George tells Herrick directions to his dungeon. It's the night of his change, and he locks the door so that Herrick's trapped, and Herrick goes all threatening and superior and aweful on him, and doesn't even have the decency to feel scared as he watches George change before his eyes-- at least, not until George tells him that saving human lives means he's proving his own humanity, not neglecting it.
Mitchell and Annie try to stop him about the same time that Nina discovers a letter he left for her, breaking up. She's angry enough to follow them down to the basement, and busts in to see waht's up-- and has to be forced back out. She watches George transform, and she doesn't scream or anything, and seeing her manages to calm him, stops his rages dead in their tracks. After he's torn Herrick to shreds, of course.
Afterward, George and Nina are talking, and he finally tells her the truth about what happened to him, and she still hasn't run screaming. Downstairs, Mitchell and Annie are worried that he's been changed by intentionally killing someone, but she seems to be fine. Annie wonders about the door and her purpose, and Mitchell says it's like denying the afterlife let her tap into some new power she didn't know she had. All of them wonder waht happens now, and there's an attempt at a very fragile hope that it's over and they can live in peace. But Nina got scratched in the dungeon, and Owen's been talking to people in jail, and the nameless guy he's explaining everything to calls someone else and says "we've found them"-- and that's how the series ends: uncomfortable, unfinished, and awkward, with more horror to come, but calm now.
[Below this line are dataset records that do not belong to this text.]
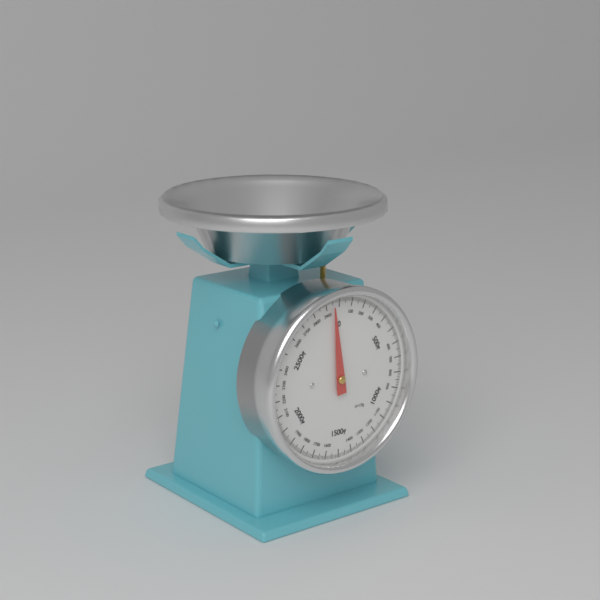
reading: 2950 g
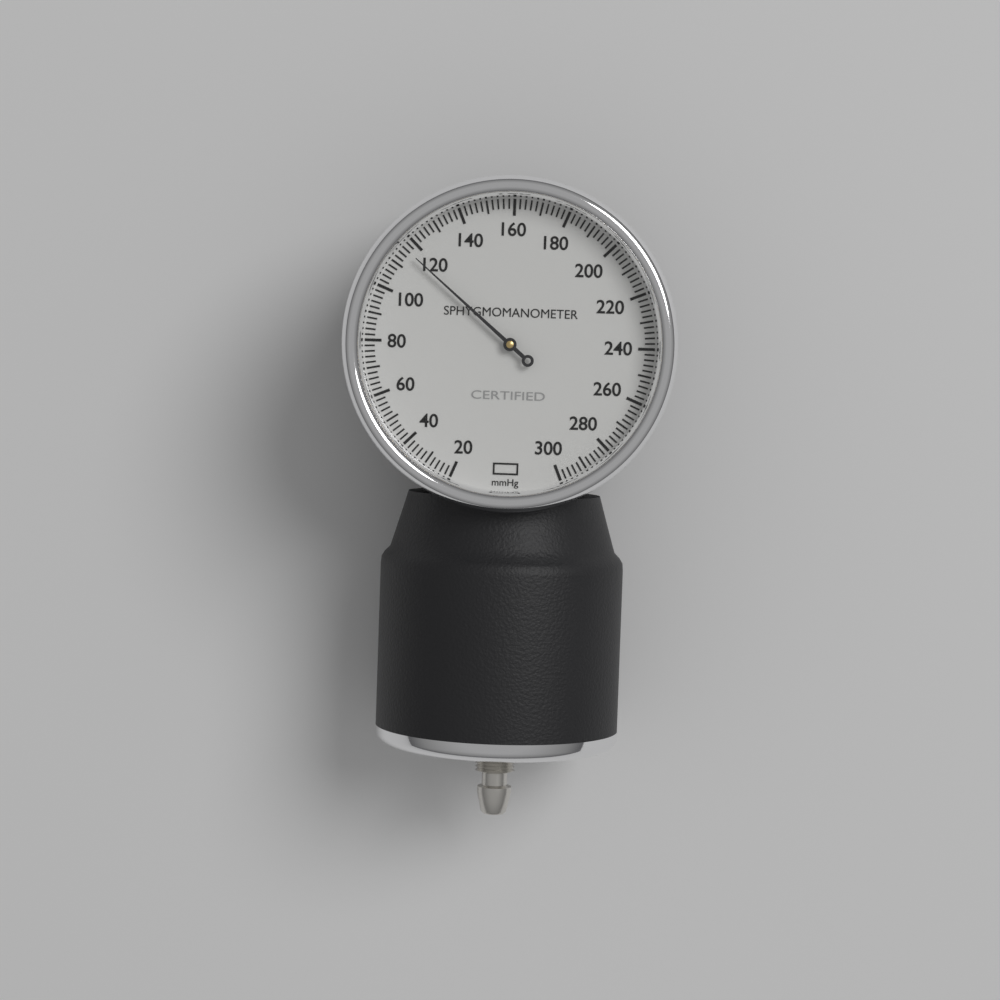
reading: 116 mmHg
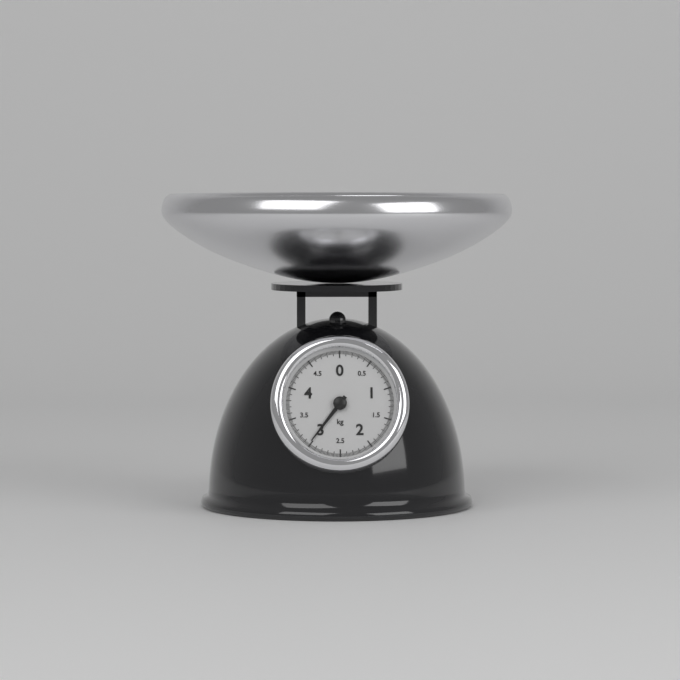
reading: 3.02 kg
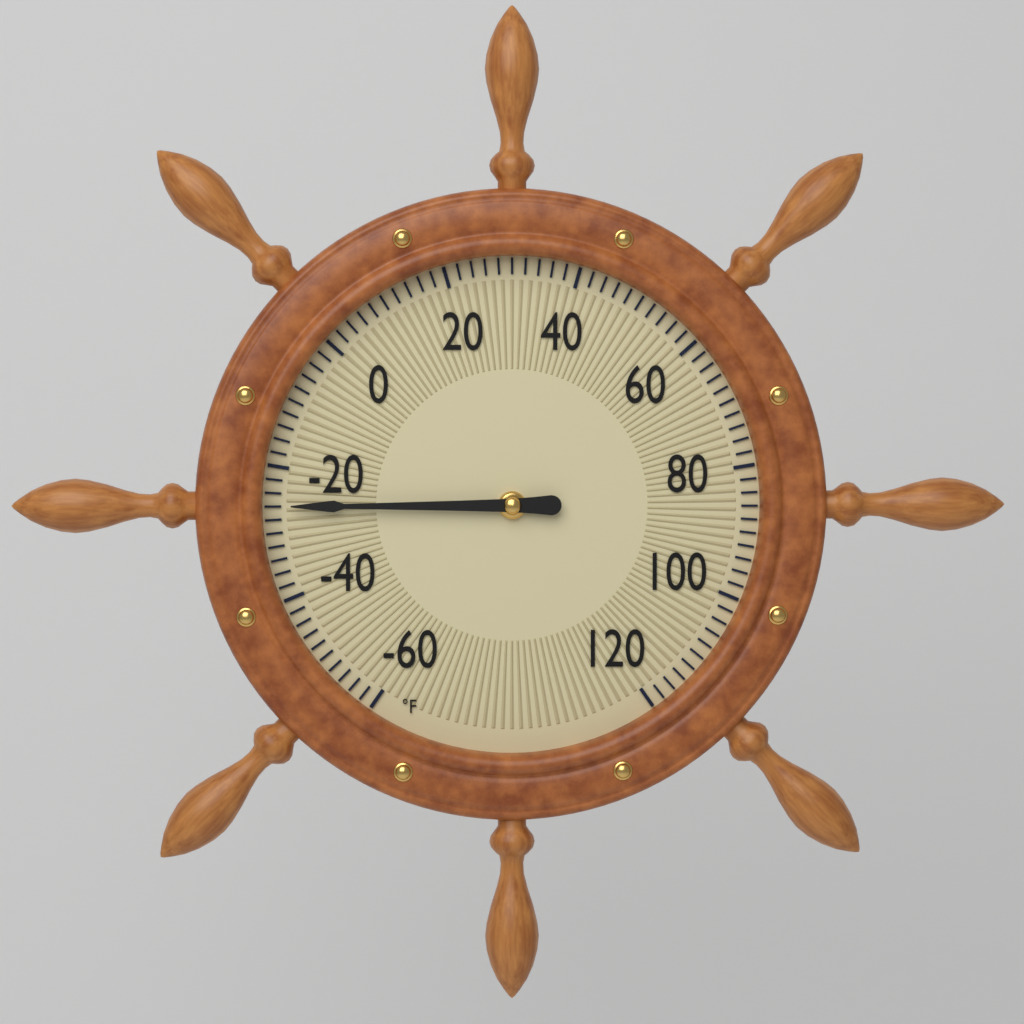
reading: -26 °F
Here's what I think can / might happen in the next series, being filmed now:
- Annie will continue to self-actualize. She'll probably have to face the door again at some point, but maybe not this next season. She'll become a really kick-ass poltergeist-- and maybe will have to fight to stay human the way the others do, absolute power and all that.
- George and Nina will have to deal with what's happened to Nina; George will undoubtedly feel guilty, because he's good at guilt. Nina... it's hard to say. She has a short temper, but she's also strong enough to face it. But the fact that he wasn't entirely turned might mean something-- she's only partially infected, or she's different than him, or it'll be like finding out whether you've got some horrible disease or something, and there will be weeks of waiting.
- I'd still love Nina's injuries to have been caused by something supernatural; and maybe that'll change her path with the scratches, too.
- Mitchell will try to go off the blood again, and will be even more set against the rest of the vamps, but they won't give up on him. Someone worse will take over, most likely. H thinks they'll recruit Owen, which would be crushing and horrible.
- Hopefully this new guy and whoever he's taking to on the phone will be a new faction entirely-- monster hunters or paranormal investigators or something.
- I want to see the Vickar again. And I still maintain that they need allies in the rest of the world, a support system they can turn to.